0

I am trying to match and replace multiple characters in a string.

str1 = 'US$0.18'
reg = 'AUS$|US$|HK$|MK$'
#reg = 'AUS\$|US\$|HK\$|MK\$' <-- doesn't work
#reg = 'US$' <-- this works
str1 = str1.replace(reg, '')

This doesn't replace US$ which I expected to.

What am I missing here?

7
  • You're not using regular expressions at all, this is just plain string replacement. Commented Aug 9, 2021 at 12:00
  • You are looking for re.sub Commented Aug 9, 2021 at 12:01
  • (also note that $ has special meaning in regular expressions and presumably you need to escape it) Commented Aug 9, 2021 at 12:02
  • @mkrieger1 yes.. I even tried to escape the character but same result Commented Aug 9, 2021 at 12:05
  • 1
    Yes of course, see earlier comments. This is another, better, duplicate: stackoverflow.com/questions/16720541/… Commented Aug 9, 2021 at 12:06

1 Answer 1

2

You can do that using re.sub(). Since $ has a special meaning in re, we need to escape it by appending a \ in front of it.

  • (AUS|US|HK|MK)\$ - Finds a match that has either of AUS, US, HK or MK that is followed by a $.
  • re.sub(r'(AUS|US|HK|MK)\$',r'', s) - Replaces the matched string with a '' of string s.
import re

s = "US$0.18 AUS$45 HK$96"
x = re.sub(r'(AUS|US|HK|MK)\$',r'', s)
print(x)
0.18 45 96
Sign up to request clarification or add additional context in comments.

Comments

Start asking to get answers

Find the answer to your question by asking.

Ask question

Explore related questions

See similar questions with these tags.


* EXERCISE PROMPT
Your copy should hold every record verbatim and none of the pictures.

--- START ---

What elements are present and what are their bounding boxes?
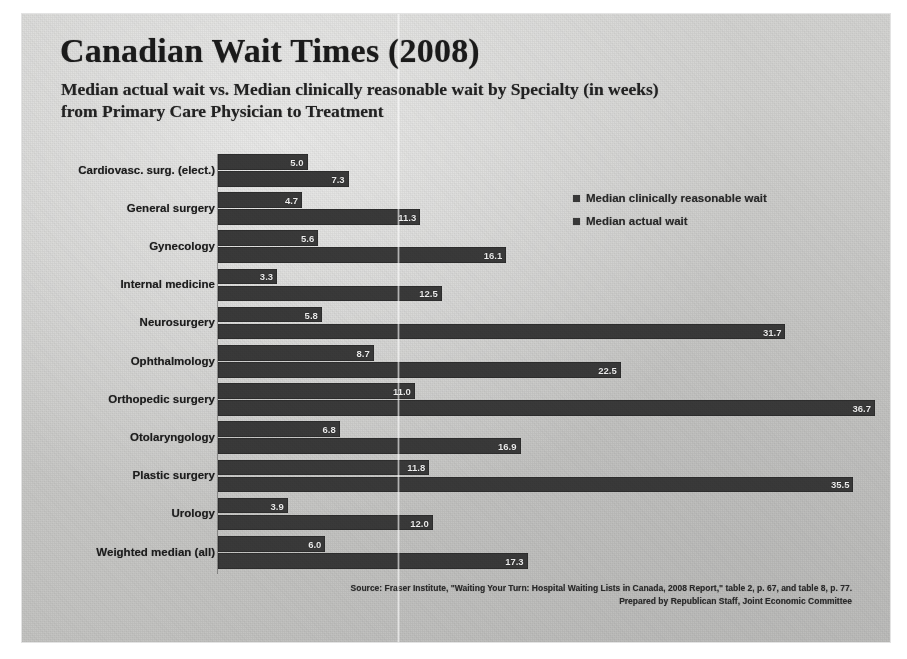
bar-value-label: 12.0 (410, 517, 429, 528)
chart-row: Neurosurgery5.831.7 (22, 307, 890, 340)
category-label: Gynecology (25, 240, 215, 252)
bar-value-label: 31.7 (763, 326, 782, 337)
bar-clinically-reasonable: 5.6 (218, 230, 318, 246)
source-footer: Source: Fraser Institute, "Waiting Your … (351, 582, 852, 608)
scanned-page: Canadian Wait Times (2008) Median actual… (22, 14, 890, 642)
bar-actual-wait: 7.3 (218, 171, 349, 187)
legend-label: Median clinically reasonable wait (586, 192, 767, 204)
bar-value-label: 11.8 (407, 462, 425, 473)
bar-actual-wait: 12.0 (218, 515, 433, 531)
category-label: Urology (25, 507, 215, 519)
bar-value-label: 16.9 (498, 441, 517, 452)
legend-item-clinically-reasonable: Median clinically reasonable wait (573, 192, 767, 204)
legend-item-actual-wait: Median actual wait (573, 215, 767, 227)
bar-value-label: 5.0 (290, 156, 303, 167)
bar-actual-wait: 12.5 (218, 286, 442, 302)
bar-actual-wait: 31.7 (218, 324, 785, 340)
chart-row: Internal medicine3.312.5 (22, 269, 890, 302)
bar-value-label: 16.1 (484, 250, 503, 261)
bar-value-label: 12.5 (419, 288, 438, 299)
bar-clinically-reasonable: 3.9 (218, 498, 288, 514)
bar-value-label: 6.0 (308, 538, 321, 549)
bar-value-label: 36.7 (852, 402, 871, 413)
bar-value-label: 5.8 (305, 309, 318, 320)
screenshot-canvas: Canadian Wait Times (2008) Median actual… (0, 0, 907, 659)
category-label: General surgery (25, 202, 215, 214)
category-label: Neurosurgery (25, 316, 215, 328)
legend-label: Median actual wait (586, 215, 688, 227)
bar-value-label: 22.5 (598, 364, 617, 375)
category-label: Cardiovasc. surg. (elect.) (25, 164, 215, 176)
chart-row: Cardiovasc. surg. (elect.)5.07.3 (22, 154, 890, 187)
category-label: Otolaryngology (25, 431, 215, 443)
legend-swatch-icon (573, 195, 580, 202)
legend-swatch-icon (573, 218, 580, 225)
category-label: Plastic surgery (25, 469, 215, 481)
category-label: Orthopedic surgery (25, 393, 215, 405)
bar-value-label: 5.6 (301, 233, 314, 244)
chart-row: Urology3.912.0 (22, 498, 890, 531)
bar-value-label: 11.0 (393, 385, 411, 396)
bar-chart-plot-area: Cardiovasc. surg. (elect.)5.07.3General … (22, 14, 890, 642)
bar-clinically-reasonable: 8.7 (218, 345, 374, 361)
bar-value-label: 3.3 (260, 271, 273, 282)
bar-value-label: 35.5 (831, 479, 850, 490)
bar-clinically-reasonable: 11.0 (218, 383, 415, 399)
bar-value-label: 7.3 (331, 173, 344, 184)
bar-actual-wait: 11.3 (218, 209, 420, 225)
bar-clinically-reasonable: 5.0 (218, 154, 308, 170)
prepared-by-line: Prepared by Republican Staff, Joint Econ… (351, 595, 852, 608)
chart-row: Orthopedic surgery11.036.7 (22, 383, 890, 416)
bar-clinically-reasonable: 3.3 (218, 269, 277, 285)
bar-value-label: 3.9 (271, 500, 284, 511)
bar-actual-wait: 35.5 (218, 477, 853, 493)
bar-clinically-reasonable: 5.8 (218, 307, 322, 323)
bar-clinically-reasonable: 6.8 (218, 421, 340, 437)
bar-value-label: 4.7 (285, 194, 298, 205)
bar-value-label: 6.8 (323, 424, 336, 435)
category-label: Weighted median (all) (25, 546, 215, 558)
bar-actual-wait: 17.3 (218, 553, 528, 569)
bar-actual-wait: 36.7 (218, 400, 875, 416)
chart-row: Ophthalmology8.722.5 (22, 345, 890, 378)
bar-actual-wait: 16.9 (218, 438, 521, 454)
category-label: Ophthalmology (25, 355, 215, 367)
chart-row: Otolaryngology6.816.9 (22, 421, 890, 454)
category-label: Internal medicine (25, 278, 215, 290)
bar-actual-wait: 16.1 (218, 247, 506, 263)
bar-clinically-reasonable: 4.7 (218, 192, 302, 208)
bar-clinically-reasonable: 11.8 (218, 460, 429, 476)
bar-actual-wait: 22.5 (218, 362, 621, 378)
bar-value-label: 8.7 (357, 347, 370, 358)
source-line: Source: Fraser Institute, "Waiting Your … (351, 582, 852, 595)
chart-row: Plastic surgery11.835.5 (22, 460, 890, 493)
bar-clinically-reasonable: 6.0 (218, 536, 325, 552)
bar-value-label: 11.3 (398, 211, 416, 222)
bar-value-label: 17.3 (505, 555, 524, 566)
chart-legend: Median clinically reasonable wait Median… (573, 192, 767, 238)
chart-row: Weighted median (all)6.017.3 (22, 536, 890, 569)
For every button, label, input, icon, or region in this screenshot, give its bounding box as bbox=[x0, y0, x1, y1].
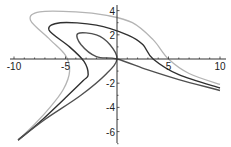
parametric-plot: -10-5510 42-2-4-6 bbox=[0, 0, 231, 147]
y-axis: 42-2-4-6 bbox=[106, 5, 119, 144]
y-tick-label: 2 bbox=[109, 30, 115, 41]
x-axis: -10-5510 bbox=[7, 57, 226, 73]
outer-curve bbox=[18, 11, 220, 140]
plot-curves bbox=[18, 11, 220, 140]
y-tick-label: -2 bbox=[106, 78, 115, 89]
x-tick-label: -5 bbox=[61, 61, 70, 72]
x-tick-label: 10 bbox=[214, 61, 226, 72]
y-tick-label: 4 bbox=[109, 6, 115, 17]
middle-curve bbox=[18, 22, 220, 140]
x-tick-label: 5 bbox=[166, 61, 172, 72]
inner-curve bbox=[18, 33, 220, 140]
y-tick-label: -4 bbox=[106, 102, 115, 113]
y-tick-label: -6 bbox=[106, 127, 115, 138]
x-tick-label: -10 bbox=[7, 61, 22, 72]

--- END ---

* RESPONSE
What elements are present and what are their bounding boxes?
bar-value-label: 12.0 (410, 517, 429, 528)
chart-row: Neurosurgery5.831.7 (22, 307, 890, 340)
category-label: Gynecology (25, 240, 215, 252)
bar-value-label: 31.7 (763, 326, 782, 337)
bar-clinically-reasonable: 5.6 (218, 230, 318, 246)
source-footer: Source: Fraser Institute, "Waiting Your … (351, 582, 852, 608)
scanned-page: Canadian Wait Times (2008) Median actual… (22, 14, 890, 642)
bar-actual-wait: 7.3 (218, 171, 349, 187)
legend-label: Median clinically reasonable wait (586, 192, 767, 204)
bar-value-label: 11.8 (407, 462, 425, 473)
bar-actual-wait: 12.0 (218, 515, 433, 531)
category-label: Urology (25, 507, 215, 519)
bar-value-label: 16.9 (498, 441, 517, 452)
legend-item-clinically-reasonable: Median clinically reasonable wait (573, 192, 767, 204)
legend-item-actual-wait: Median actual wait (573, 215, 767, 227)
bar-value-label: 5.0 (290, 156, 303, 167)
bar-actual-wait: 12.5 (218, 286, 442, 302)
bar-actual-wait: 31.7 (218, 324, 785, 340)
chart-row: Internal medicine3.312.5 (22, 269, 890, 302)
bar-value-label: 16.1 (484, 250, 503, 261)
bar-value-label: 12.5 (419, 288, 438, 299)
bar-clinically-reasonable: 3.9 (218, 498, 288, 514)
bar-value-label: 6.0 (308, 538, 321, 549)
bar-value-label: 36.7 (852, 402, 871, 413)
bar-value-label: 5.8 (305, 309, 318, 320)
screenshot-canvas: Canadian Wait Times (2008) Median actual… (0, 0, 907, 659)
category-label: General surgery (25, 202, 215, 214)
category-label: Neurosurgery (25, 316, 215, 328)
legend-label: Median actual wait (586, 215, 688, 227)
bar-value-label: 22.5 (598, 364, 617, 375)
category-label: Cardiovasc. surg. (elect.) (25, 164, 215, 176)
chart-row: Cardiovasc. surg. (elect.)5.07.3 (22, 154, 890, 187)
category-label: Otolaryngology (25, 431, 215, 443)
legend-swatch-icon (573, 195, 580, 202)
legend-swatch-icon (573, 218, 580, 225)
category-label: Plastic surgery (25, 469, 215, 481)
category-label: Orthopedic surgery (25, 393, 215, 405)
bar-value-label: 5.6 (301, 233, 314, 244)
chart-row: Urology3.912.0 (22, 498, 890, 531)
bar-value-label: 11.0 (393, 385, 411, 396)
bar-chart-plot-area: Cardiovasc. surg. (elect.)5.07.3General … (22, 14, 890, 642)
bar-clinically-reasonable: 8.7 (218, 345, 374, 361)
bar-value-label: 3.3 (260, 271, 273, 282)
bar-value-label: 35.5 (831, 479, 850, 490)
bar-clinically-reasonable: 11.0 (218, 383, 415, 399)
bar-value-label: 7.3 (331, 173, 344, 184)
bar-actual-wait: 11.3 (218, 209, 420, 225)
bar-clinically-reasonable: 5.0 (218, 154, 308, 170)
prepared-by-line: Prepared by Republican Staff, Joint Econ… (351, 595, 852, 608)
chart-row: Orthopedic surgery11.036.7 (22, 383, 890, 416)
bar-clinically-reasonable: 3.3 (218, 269, 277, 285)
bar-value-label: 3.9 (271, 500, 284, 511)
bar-actual-wait: 35.5 (218, 477, 853, 493)
bar-clinically-reasonable: 5.8 (218, 307, 322, 323)
bar-clinically-reasonable: 6.8 (218, 421, 340, 437)
bar-value-label: 4.7 (285, 194, 298, 205)
bar-value-label: 6.8 (323, 424, 336, 435)
category-label: Weighted median (all) (25, 546, 215, 558)
bar-actual-wait: 17.3 (218, 553, 528, 569)
bar-actual-wait: 36.7 (218, 400, 875, 416)
chart-row: Ophthalmology8.722.5 (22, 345, 890, 378)
bar-actual-wait: 16.9 (218, 438, 521, 454)
category-label: Ophthalmology (25, 355, 215, 367)
chart-row: Otolaryngology6.816.9 (22, 421, 890, 454)
category-label: Internal medicine (25, 278, 215, 290)
bar-actual-wait: 16.1 (218, 247, 506, 263)
bar-clinically-reasonable: 4.7 (218, 192, 302, 208)
bar-clinically-reasonable: 11.8 (218, 460, 429, 476)
bar-actual-wait: 22.5 (218, 362, 621, 378)
bar-value-label: 8.7 (357, 347, 370, 358)
source-line: Source: Fraser Institute, "Waiting Your … (351, 582, 852, 595)
chart-row: Plastic surgery11.835.5 (22, 460, 890, 493)
bar-clinically-reasonable: 6.0 (218, 536, 325, 552)
bar-value-label: 11.3 (398, 211, 416, 222)
bar-value-label: 17.3 (505, 555, 524, 566)
chart-legend: Median clinically reasonable wait Median… (573, 192, 767, 238)
chart-row: Weighted median (all)6.017.3 (22, 536, 890, 569)
For every button, label, input, icon, or region in this screenshot, give its bounding box as bbox=[x0, y0, x1, y1].
parametric-plot: -10-5510 42-2-4-6 bbox=[0, 0, 231, 147]
y-axis: 42-2-4-6 bbox=[106, 5, 119, 144]
y-tick-label: 2 bbox=[109, 30, 115, 41]
x-axis: -10-5510 bbox=[7, 57, 226, 73]
outer-curve bbox=[18, 11, 220, 140]
plot-curves bbox=[18, 11, 220, 140]
y-tick-label: -2 bbox=[106, 78, 115, 89]
x-tick-label: -5 bbox=[61, 61, 70, 72]
x-tick-label: 10 bbox=[214, 61, 226, 72]
y-tick-label: 4 bbox=[109, 6, 115, 17]
middle-curve bbox=[18, 22, 220, 140]
x-tick-label: 5 bbox=[166, 61, 172, 72]
inner-curve bbox=[18, 33, 220, 140]
y-tick-label: -4 bbox=[106, 102, 115, 113]
y-tick-label: -6 bbox=[106, 127, 115, 138]
x-tick-label: -10 bbox=[7, 61, 22, 72]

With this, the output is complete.